ETA I think we saw one at the vet. Looked like a huge labradoodle but all black instead of apricot. I mean HUGE but friendly.
sab
@West of the Rockies: That might work. Thanks for the suggestion.
Chetan Murthy
It occurs to me that this isn’t a tactic the GrOPers can copy: “influencers” by definition have to have followers (among the young), and it’s difficult for me to imagine conservatives spouting all the various bullshit they must spout, and amassing a real following among the young.
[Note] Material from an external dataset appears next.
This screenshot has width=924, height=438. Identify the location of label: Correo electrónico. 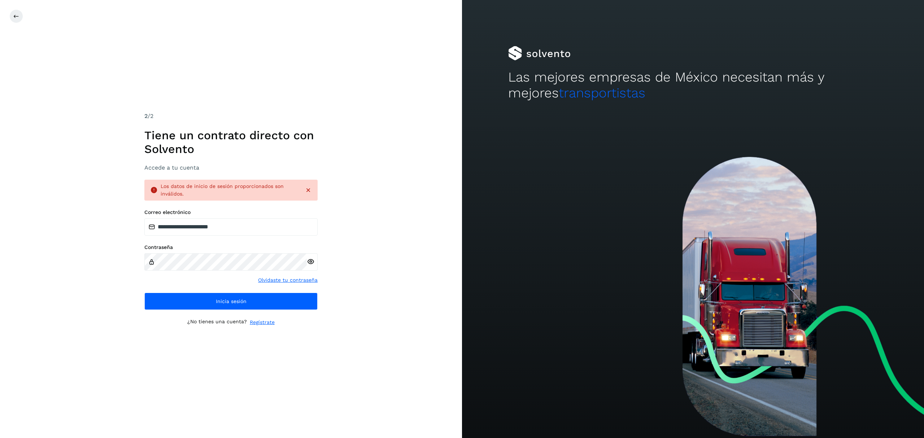
(231, 212).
It’s a little embarrassing, when Old Granpa Joe is more on top of current trends among Da Yoot, than merely almost-old me. *grin
Chetan Murthy
@Chetan Murthy: oops wrong thread
Andrya
@sab: I know this is a slightly unorthodox suggestion, but back in the 1980s my sister had a pet rat. The rat had a tumor that had to be surgically removed, and he came home with a very, very small cone of shame. It drove him crazy, though, and he clawed at it, trying to remove it, non-stop. So, my sister and her husband removed the cone, but kept the rat slightly buzzed (round the clock) on really good dark beer. That removed the urge to claw at the stitches long enough for the incision to heal.
YY_Sima Qian
What is the mechanism for the prisoner exchanges between Ukraine & Russia? Are there recent precedents for prisoner exchanges between nation-state combatants in the middle of a war?
YY_Sima Qian
Kluging AIM-120A/Bs onto MiG-29s are certainly not worth it. It will not give Ukrainian fighters much of an edge over Russians flying Flanker series, firing R-77 active radar homing air to air missiles. The Ukrainian AF needs AIM-120C/Ds, which basically means F-16s.
A year ago, prioritizing former Warsaw Pact Mig-29s before F-16s made sense, to replenish the Ukrainian AF ASAP. Now, there is no excuse for further delay.